Companies go public for a variety of reasons, the most obvious of which is the need for additional capital. The life science sector is no exception, but it is a little unusual in that many companies filing for an IPO are asking shareholders to gamble on a fledgling company with no products or revenue.

Drug discovery and development is expensive, and companies need capital to move their products through clinical trials. A recent report published by the Tufts Center for the Study of Drug Development pegged the cost of developing a prescription drug that gains market approval at $2.6 billion. It’s unlikely for that kind of cash to come from government grants. Rather, these firms often exhaust funding from venture capital and angel investors and turn to the IPO process as an additional avenue of fundraising, said David Diamond, a CPA and business consultant at Mayer Hoffman McCann P.C. specializing in the life science industry.

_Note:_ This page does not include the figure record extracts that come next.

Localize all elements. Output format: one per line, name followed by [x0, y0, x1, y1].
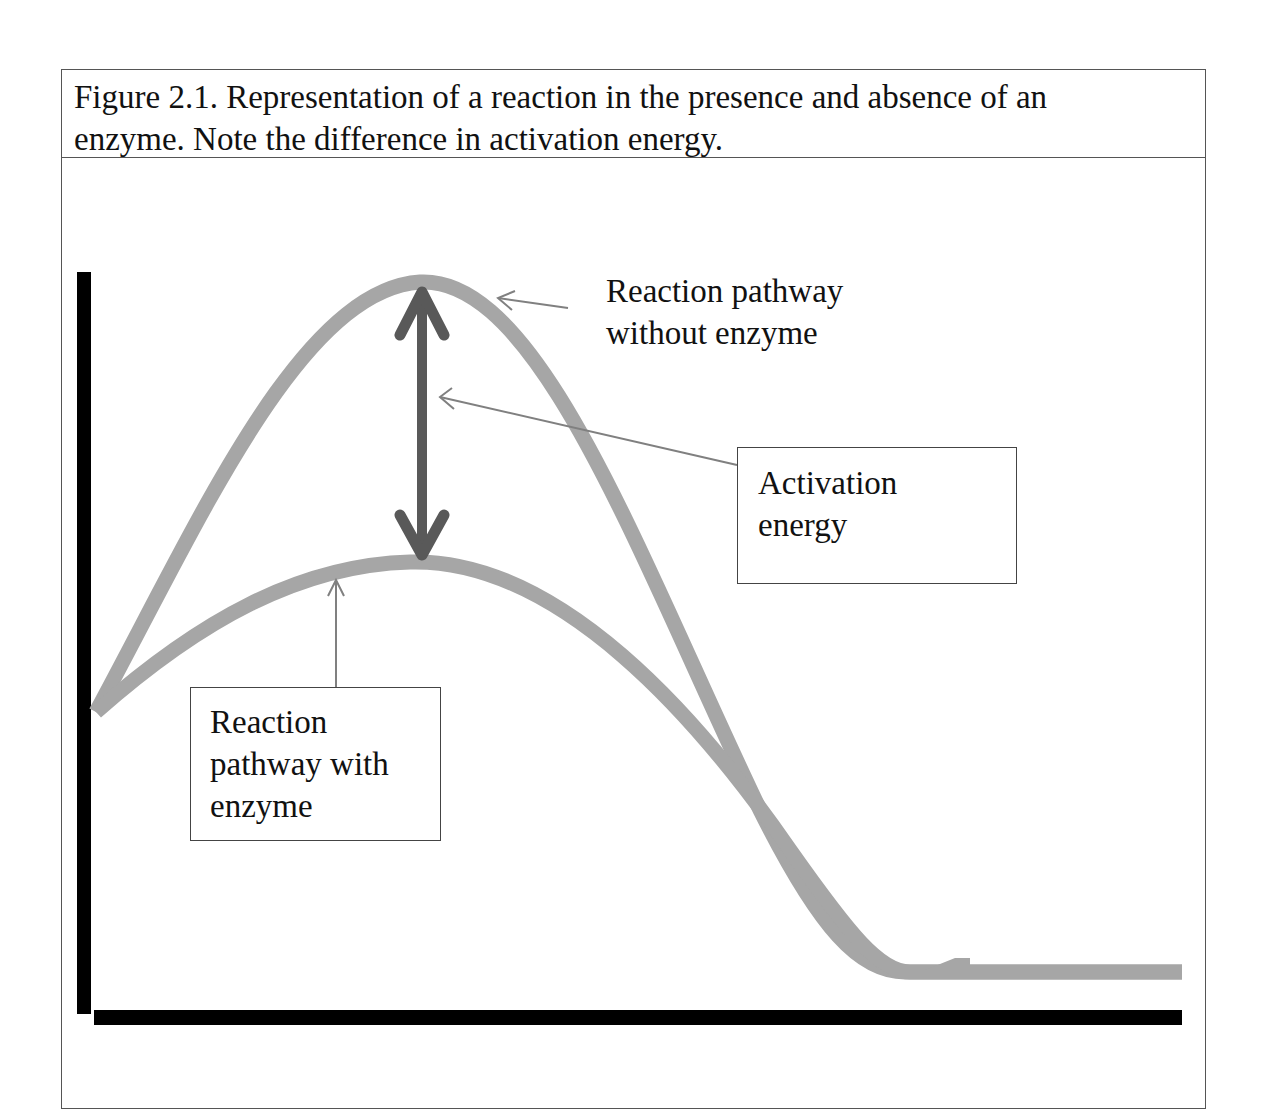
y-axis	[77, 272, 91, 1014]
curve-artifact	[925, 958, 970, 970]
pointer-with-enzyme	[328, 580, 344, 687]
x-axis	[94, 1010, 1182, 1025]
pointer-without-enzyme	[498, 291, 568, 310]
label-with-enzyme: Reaction pathway with enzyme	[190, 687, 441, 841]
label-without-enzyme: Reaction pathway without enzyme	[606, 270, 843, 354]
curve-without-enzyme	[96, 282, 1182, 972]
activation-energy-arrow	[400, 292, 444, 555]
label-activation-energy: Activation energy	[737, 447, 1017, 584]
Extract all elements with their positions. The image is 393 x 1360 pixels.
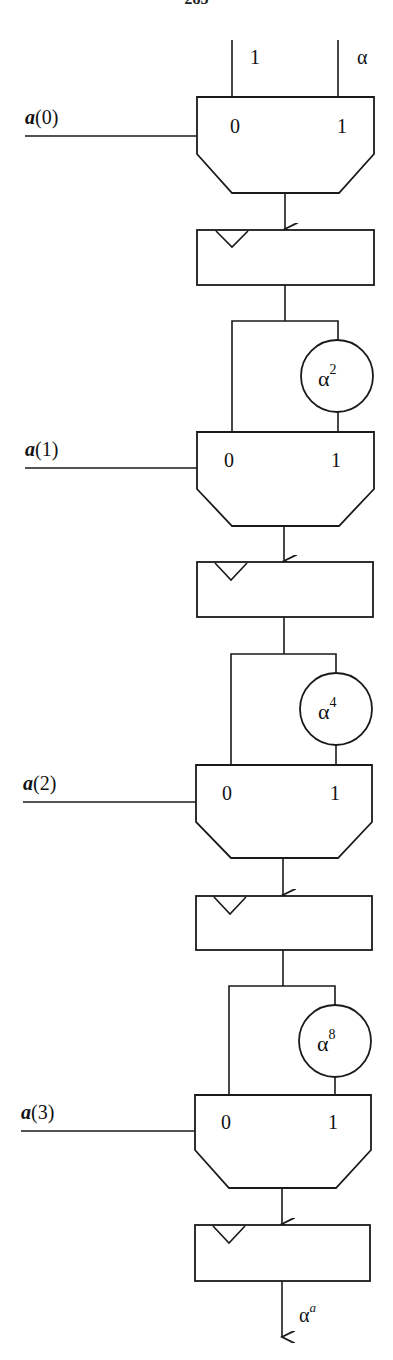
multiplexer-0 — [197, 97, 374, 193]
stage-0: a(0) 0 1 — [25, 97, 374, 321]
exponentiation-circuit-diagram: 1 α a(0) 0 1 α2 a(1) 0 1 α4 a(2) — [0, 0, 393, 1360]
multiplexer-3 — [195, 1095, 371, 1188]
register-2 — [196, 896, 372, 950]
mux-0-input-0-label: 0 — [230, 115, 240, 137]
mux-1-input-0-label: 0 — [224, 449, 234, 471]
mux-3-input-0-label: 0 — [221, 1111, 231, 1133]
register-1 — [197, 562, 373, 617]
multiplexer-2 — [196, 765, 372, 858]
mux-2-input-0-label: 0 — [222, 782, 232, 804]
multiplier-alpha-2 — [301, 340, 373, 412]
output: αa — [282, 1281, 316, 1337]
stage-3: α8 a(3) 0 1 — [21, 986, 371, 1281]
mux-2-input-1-label: 1 — [330, 782, 340, 804]
input-wires: 1 α — [232, 40, 368, 97]
select-label-0: a(0) — [25, 106, 58, 129]
register-3 — [195, 1225, 370, 1281]
select-label-2: a(2) — [23, 772, 56, 795]
stage-1: α2 a(1) 0 1 — [25, 321, 374, 654]
input-label-1: 1 — [250, 46, 260, 68]
mux-3-input-1-label: 1 — [328, 1111, 338, 1133]
mux-1-input-1-label: 1 — [331, 449, 341, 471]
multiplexer-1 — [197, 432, 374, 526]
select-label-1: a(1) — [25, 438, 58, 461]
input-label-alpha: α — [357, 46, 368, 68]
stage-2: α4 a(2) 0 1 — [23, 654, 372, 986]
mux-0-input-1-label: 1 — [337, 115, 347, 137]
output-label: αa — [299, 1300, 316, 1326]
select-label-3: a(3) — [21, 1101, 54, 1124]
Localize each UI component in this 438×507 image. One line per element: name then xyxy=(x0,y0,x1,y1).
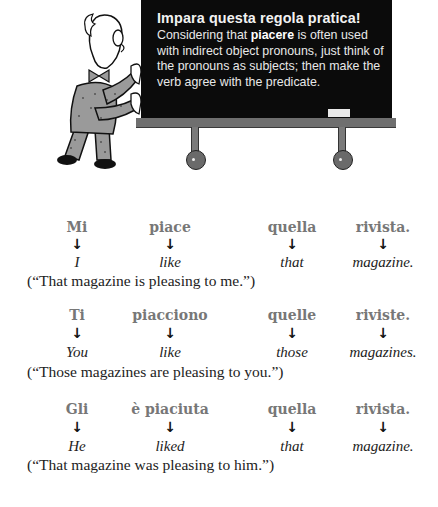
example-1-translation: (“That magazine is pleasing to me.”) xyxy=(27,272,255,290)
body-text-before: Considering that xyxy=(157,28,251,42)
english-word: magazine. xyxy=(323,254,438,271)
chalkboard-ledge xyxy=(136,118,396,128)
wheel-left-icon xyxy=(186,150,206,170)
professor-illustration xyxy=(55,8,145,170)
chalkboard-leg-right xyxy=(338,127,346,152)
english-word: liked xyxy=(110,438,230,455)
italian-word: riviste. xyxy=(323,307,438,323)
chalkboard-body: Considering that piacere is often used w… xyxy=(157,28,389,90)
italian-word: rivista. xyxy=(323,219,438,235)
english-word: like xyxy=(110,344,230,361)
body-text-bold: piacere xyxy=(251,28,294,42)
example-2-translation: (“Those magazines are pleasing to you.”) xyxy=(27,363,284,381)
italian-word: piace xyxy=(110,219,230,235)
down-arrow-icon: ↓ xyxy=(323,419,438,435)
italian-word: è piaciuta xyxy=(110,401,230,417)
chalk-eraser xyxy=(328,109,350,117)
illustration: Impara questa regola pratica! Considerin… xyxy=(0,0,438,200)
down-arrow-icon: ↓ xyxy=(110,325,230,341)
chalkboard-title: Impara questa regola pratica! xyxy=(157,10,389,27)
italian-word: piacciono xyxy=(110,307,230,323)
down-arrow-icon: ↓ xyxy=(323,325,438,341)
english-word: magazines. xyxy=(323,344,438,361)
wheel-right-icon xyxy=(333,150,353,170)
chalkboard-text: Impara questa regola pratica! Considerin… xyxy=(157,10,389,90)
example-3-translation: (“That magazine was pleasing to him.”) xyxy=(27,456,274,474)
english-word: like xyxy=(110,254,230,271)
down-arrow-icon: ↓ xyxy=(110,419,230,435)
down-arrow-icon: ↓ xyxy=(323,236,438,252)
english-word: magazine. xyxy=(323,438,438,455)
italian-word: rivista. xyxy=(323,401,438,417)
down-arrow-icon: ↓ xyxy=(110,236,230,252)
chalkboard-leg-left xyxy=(191,127,199,152)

An estimated 90 percent of the drugs being developed by life sciences firms fail to reach approval, according to the Food and Drug Administration.

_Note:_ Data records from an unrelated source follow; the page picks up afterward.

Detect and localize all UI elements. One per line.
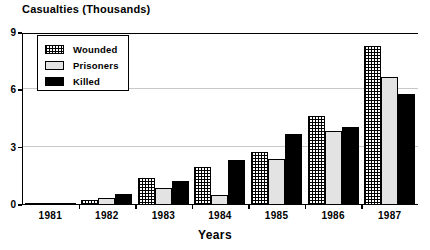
bar-group: [361, 33, 418, 205]
bar-prisoners-1981: [42, 203, 59, 205]
x-axis-tick-label: 1981: [22, 210, 79, 221]
y-axis-tick-label: 3: [0, 143, 16, 153]
y-axis-tick-label: 6: [0, 85, 16, 95]
chart-title: Casualties (Thousands): [22, 3, 150, 15]
legend-label: Wounded: [73, 44, 118, 55]
bar-killed-1982: [115, 194, 132, 205]
bar-group: [192, 33, 249, 205]
legend-swatch-wounded: [45, 45, 64, 54]
bar-prisoners-1985: [268, 159, 285, 205]
bar-chart: Casualties (Thousands) 9630 198119821983…: [0, 0, 430, 250]
x-axis-tick-label: 1983: [135, 210, 192, 221]
x-axis-tick-label: 1984: [192, 210, 249, 221]
bar-wounded-1985: [251, 152, 268, 206]
x-axis-tick-mark: [135, 205, 137, 209]
bar-killed-1983: [172, 181, 189, 205]
legend-label: Killed: [73, 76, 100, 87]
x-axis-tick-label: 1987: [361, 210, 418, 221]
bar-group: [248, 33, 305, 205]
x-axis-title: Years: [0, 228, 430, 242]
bar-killed-1985: [285, 134, 302, 205]
y-axis-tick-label: 0: [0, 200, 16, 210]
bar-killed-1981: [59, 203, 76, 205]
bar-prisoners-1982: [98, 198, 115, 205]
bar-wounded-1981: [25, 203, 42, 205]
bar-prisoners-1983: [155, 188, 172, 205]
x-axis-tick-mark: [361, 205, 363, 209]
legend-label: Prisoners: [73, 60, 119, 71]
legend-swatch-killed: [45, 77, 64, 86]
x-axis-tick-label: 1985: [248, 210, 305, 221]
bar-group: [135, 33, 192, 205]
legend-item-killed: Killed: [45, 75, 100, 87]
bar-wounded-1987: [364, 46, 381, 205]
x-axis-tick-label: 1982: [79, 210, 136, 221]
bar-wounded-1986: [308, 116, 325, 205]
bar-killed-1987: [398, 94, 415, 205]
bar-wounded-1984: [194, 167, 211, 205]
bar-prisoners-1984: [211, 195, 228, 205]
x-axis-tick-mark: [79, 205, 81, 209]
bar-killed-1984: [228, 160, 245, 205]
x-axis-tick-mark: [305, 205, 307, 209]
y-axis-tick-label: 9: [0, 28, 16, 38]
legend-item-wounded: Wounded: [45, 43, 118, 55]
bar-group: [305, 33, 362, 205]
legend-item-prisoners: Prisoners: [45, 59, 119, 71]
chart-legend: WoundedPrisonersKilled: [37, 35, 129, 91]
x-axis-tick-mark: [248, 205, 250, 209]
bar-wounded-1982: [81, 200, 98, 205]
bar-wounded-1983: [138, 178, 155, 205]
x-axis-tick-label: 1986: [305, 210, 362, 221]
bar-prisoners-1986: [325, 131, 342, 205]
bar-killed-1986: [342, 127, 359, 205]
legend-swatch-prisoners: [45, 61, 64, 70]
bar-prisoners-1987: [381, 77, 398, 205]
x-axis-tick-mark: [192, 205, 194, 209]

And yet the life sciences are hot on the public markets, with pharmaceuticals being viewed as just as sexy an investment risk as emerging social media and mobile apps.

Perhaps it’s because the thrill of investing in biotech is much like the thrill of gambling — long-shot bets offering high payoffs.

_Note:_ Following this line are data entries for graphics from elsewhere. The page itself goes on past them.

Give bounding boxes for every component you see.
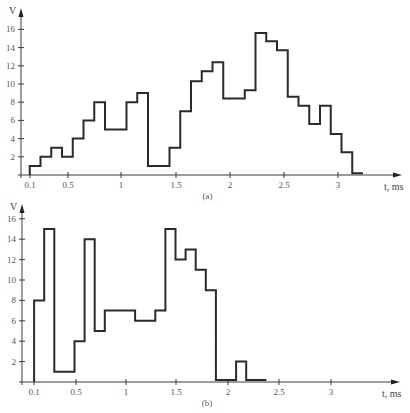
y-tick-label: 8 bbox=[12, 295, 17, 305]
x-tick-label: 0.1 bbox=[24, 180, 35, 190]
x-tick-label: 1 bbox=[124, 387, 129, 397]
y-tick-label: 14 bbox=[6, 43, 16, 53]
x-tick-label: 2.5 bbox=[278, 180, 290, 190]
x-tick-label: 2.5 bbox=[273, 387, 285, 397]
y-tick-label: 14 bbox=[7, 234, 17, 244]
x-axis-label: t, ms bbox=[382, 388, 402, 399]
y-tick-label: 12 bbox=[6, 61, 15, 71]
chart-panel-a: Vt, ms2468101214160.10.511.522.53(a) bbox=[6, 5, 404, 201]
y-tick-label: 12 bbox=[7, 255, 16, 265]
y-axis-label: V bbox=[9, 5, 17, 16]
y-tick-label: 6 bbox=[12, 316, 17, 326]
y-tick-label: 10 bbox=[7, 275, 17, 285]
x-tick-label: 2 bbox=[226, 387, 231, 397]
x-axis-arrow-icon bbox=[393, 173, 402, 178]
x-tick-label: 1 bbox=[119, 180, 124, 190]
y-tick-label: 4 bbox=[11, 134, 16, 144]
y-axis-label: V bbox=[10, 201, 18, 212]
x-tick-label: 2 bbox=[228, 180, 233, 190]
chart-panel-b: Vt, ms2468101214160.10.511.522.53(b) bbox=[7, 201, 402, 408]
x-tick-label: 1.5 bbox=[170, 180, 182, 190]
y-tick-label: 2 bbox=[12, 357, 17, 367]
x-axis-arrow-icon bbox=[391, 380, 400, 385]
panel-caption: (a) bbox=[203, 191, 213, 201]
step-charts-figure: Vt, ms2468101214160.10.511.522.53(a) Vt,… bbox=[0, 0, 410, 413]
y-axis-arrow-icon bbox=[19, 8, 24, 17]
x-axis-label: t, ms bbox=[384, 181, 404, 192]
y-tick-label: 10 bbox=[6, 79, 16, 89]
x-tick-label: 0.5 bbox=[70, 387, 82, 397]
x-tick-label: 3 bbox=[329, 387, 334, 397]
y-tick-label: 16 bbox=[7, 214, 17, 224]
step-trace bbox=[30, 33, 363, 175]
x-tick-label: 0.1 bbox=[28, 387, 39, 397]
y-tick-label: 2 bbox=[11, 152, 16, 162]
y-tick-label: 6 bbox=[11, 115, 16, 125]
y-tick-label: 4 bbox=[12, 336, 17, 346]
x-tick-label: 0.5 bbox=[62, 180, 74, 190]
step-trace bbox=[34, 229, 266, 382]
x-tick-label: 1.5 bbox=[170, 387, 182, 397]
y-axis-arrow-icon bbox=[20, 204, 25, 213]
y-tick-label: 16 bbox=[6, 24, 16, 34]
x-tick-label: 3 bbox=[336, 180, 341, 190]
y-tick-label: 8 bbox=[11, 97, 16, 107]
panel-caption: (b) bbox=[202, 398, 213, 408]
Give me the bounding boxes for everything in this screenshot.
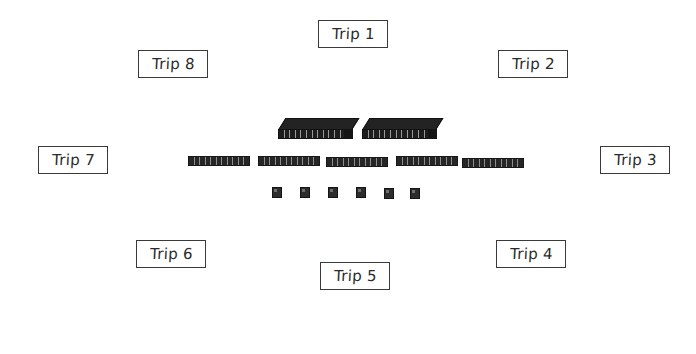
bench-3[interactable]	[326, 157, 388, 167]
stool-1[interactable]	[272, 187, 282, 198]
platform-front-face	[278, 129, 352, 139]
bench-segment	[382, 158, 387, 166]
trip-label-5[interactable]: Trip 5	[320, 262, 390, 290]
stool-highlight	[274, 189, 277, 192]
diagram-canvas: Trip 1Trip 2Trip 3Trip 4Trip 5Trip 6Trip…	[0, 0, 696, 354]
trip-label-1[interactable]: Trip 1	[318, 20, 388, 48]
bench-segment	[244, 157, 249, 165]
platform-1[interactable]	[278, 118, 352, 130]
bench-4[interactable]	[396, 156, 458, 166]
bench-segment	[518, 159, 523, 167]
platform-side-face	[428, 129, 437, 139]
trip-label-6[interactable]: Trip 6	[136, 240, 206, 268]
stool-4[interactable]	[356, 187, 366, 198]
platform-front-face	[362, 129, 436, 139]
stool-highlight	[386, 190, 389, 193]
bench-segment	[452, 157, 457, 165]
trip-label-4[interactable]: Trip 4	[496, 240, 566, 268]
trip-label-text: Trip 6	[149, 245, 193, 263]
trip-label-3[interactable]: Trip 3	[600, 146, 670, 174]
platform-2[interactable]	[362, 118, 436, 130]
platform-side-face	[344, 129, 353, 139]
stool-highlight	[302, 189, 305, 192]
trip-label-text: Trip 4	[509, 245, 553, 263]
stool-highlight	[330, 189, 333, 192]
stool-6[interactable]	[410, 188, 420, 199]
stool-3[interactable]	[328, 187, 338, 198]
stool-5[interactable]	[384, 188, 394, 199]
trip-label-text: Trip 8	[151, 55, 195, 73]
bench-1[interactable]	[188, 156, 250, 166]
trip-label-7[interactable]: Trip 7	[38, 146, 108, 174]
trip-label-2[interactable]: Trip 2	[498, 50, 568, 78]
trip-label-8[interactable]: Trip 8	[138, 50, 208, 78]
trip-label-text: Trip 7	[51, 151, 95, 169]
trip-label-text: Trip 3	[613, 151, 657, 169]
bench-2[interactable]	[258, 156, 320, 166]
stool-2[interactable]	[300, 187, 310, 198]
bench-5[interactable]	[462, 158, 524, 168]
stool-highlight	[412, 190, 415, 193]
trip-label-text: Trip 2	[511, 55, 555, 73]
trip-label-text: Trip 1	[331, 25, 375, 43]
stool-highlight	[358, 189, 361, 192]
trip-label-text: Trip 5	[333, 267, 377, 285]
bench-segment	[314, 157, 319, 165]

Biotech celebrities such as Gilead Biosciences Inc. whetted the appetite of investors nationwide after the company’s stock skyrocketed more than 400 percent over the last three years and its two lead products raked in tens of billions in sales.

‘Growth Sector of the Decade’

“The biotech sector has been the highest and hottest sector in the entire market this year, and last year was unbelievable,” said financial analyst Bill Gunderson, president and CEO of wealth management firm Gunderson Capital Management Inc. “It’s the growth sector of the decade.”

Of the 12 local companies that went public since Jan. 1, 2014, 11 of them are life science firms. San Diego is a small biotech hub, so it makes sense for the majority of initial public offerings (IPOs) to be in this sector; but the national statistics are just as impressive.

There were 102 health care IPOs in the United States alone in 2014, according to Renaissance Capital, a global IPO investment adviser. Of those companies, a record 71 biotech companies went public, raising more than $5.2 billion.

Taking Out the Competition

Successful firms don’t just need additional capital to fuel clinical research. Diamond, of Mayer Hoffman McCann, said the smart ones will acquire ancillary businesses that complement or build on the company’s original offering. Not only does this boost the purchasing company’s value, it also takes out any competition along the way.

“Look at a company like Invitrogen (Life Technologies) in the early days,” Diamond said. “Their history was all acquisitions, and when they went public they went on an acquisition spree.”

Apparently, the strategy worked. In 2014, Life Technologies was purchased by Thermo Fisher Scientific for $13.6 billion in one of the region’s largest life science acquisitions.

Getting purchased, most times, is the end goal for life science firms, Diamond said.

“After they go public, the main game is to be bought out by big pharma,” he said. “It’s what they all want.”

Going public can help with that goal. Once a company is public, everyone can see the company’s worth. This alleviates concerns about risk in an industry that’s mostly conceptual until a product gets approved by the FDA.

This was the case for many San Diego-based firms, including Amylin Pharmaceuticals Inc., which in 2013 was purchased by AstraZeneca Plc for $2.7 billion with up to $1.4 billion extra in regulatory, launch and sales-related payments.

Going public can also provide a way for venture capitalists and founders to cash in on their investments.

“It sets the stage to some extent for venture people to get liquidity and sell or distribute their stock in the company,” said Brian Dovey, partner at Domain Associates LLC, which specializes in life science funds. “It can be a good exit strategy, but obviously you have to be careful and selective. You have to have a good management team and a solid product line. If you don’t, you’d have been better off selling the company.”

A Failure Can Be Very Public

Going public is not all fame and fortune. If a firm lacks good management or solid science, the world will watch as it tanks.

“If your drug doesn’t work, people will know it a lot quicker than if you’re private,” Diamond said. “If you’re still private, you can try to sell the company or do whatever you want quietly. But when the stock crashes, it’s a very different scenario. The company’s name is tarnished, and it’s very difficult to get the stock back up again.”

In addition to suffering a very public failure, going public when the company is not ready can drain a firm’s coffers.

“The risk is you spend a lot of time with banks, attorneys, accountants, your public relations firm…You invest time and money, and nothing happens,” Diamond said. “All the money is gone, and you’re stuck with the cost of going public.”

Theses consequences, however, keep the market healthy, Dovey said.

“In prior years, when the biotech IPOs were strong, a lot of people didn’t know much about biotech and what these companies could do,” Dovey said. “As a result, a lot of companies were going public that shouldn’t have. They had unproven technology that sounded good on paper, or they only had one product instead of a whole pipeline. What causes a bubble to burst is when too much of this happens. The market is more selective now, and that’s healthy.”